Haliburton-Kawartha Lakes-Brock 

338Canada.com has the Conservative Party of Canada with a 99 per cent chance of winning the riding.

The Conservatives are currently polling at 47 percent, the Liberals at 22 percent, the NDP at 18 percent, the PPC at 7 percent, the Greens at 4.6 percent and the Libertarians at 1 percent.

Without the PPC and Libertarian candidates in the race, Schmale’s final victory could be closer to the 60 percent pluralities set by his former boss Barry Devolin and backbencher Bill Scott.

Local political observers have noted that during this campaign Schmale has felt comfortable enough to leave the riding to campaign for neighbouring Conservative candidates who are in much tougher races.

Peterborough-Kawartha 

Peterborough-Kawartha will be watched closely by political pundits of all parties considering it has elected members from all three main parties since 1960.

As of Sept. 19, the race is too close to call with the Conservatives leading with 35 per cent of the vote, the Liberals who currently hold the seat sitting at 34 per cent, the NDP at 20 per cent, the PPC at 5.5 per cent, the Greens at 4 per cent and independent candidates polling 1.1 per cent.

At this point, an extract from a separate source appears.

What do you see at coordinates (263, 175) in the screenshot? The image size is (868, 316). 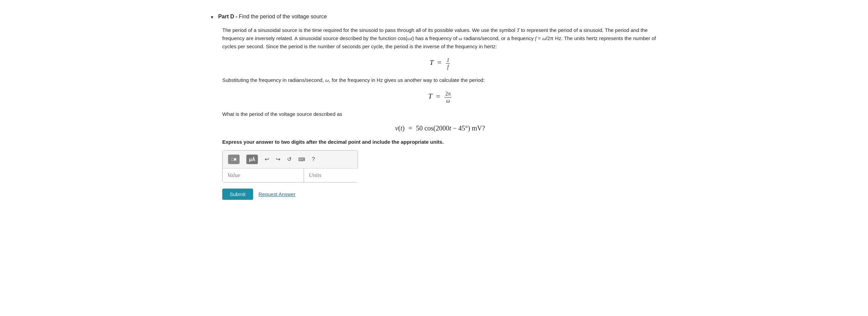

Maryam Monsef, the Liberal incumbent, and Michelle Ferreri, the Conservative challenger, are neck-and-neck in a campaign that has featured some negative advertising about who was born in the riding and who by extrapolation was not.  Monsef, an Afghani refugee, has found that her ethnicity has come in for real scrutiny in this election, particularly after her comments about the Taliban being “brothers” in any future decisions made about rebuilding Afghanistan. Ferreri, a media personality and social media influencer, has made her local roots clear in a series of political advertisements that have run extensively in the last 10 days before the vote.

This will be one of the ridings where the People’s Party of Canada will be the kingmaker. A solid showing by PPC candidate Paul Lawton will hand the riding to the Liberals, while if Lawton’s support stalls where it is right now Ferreri could conceivably take the riding from incumbent Monsef.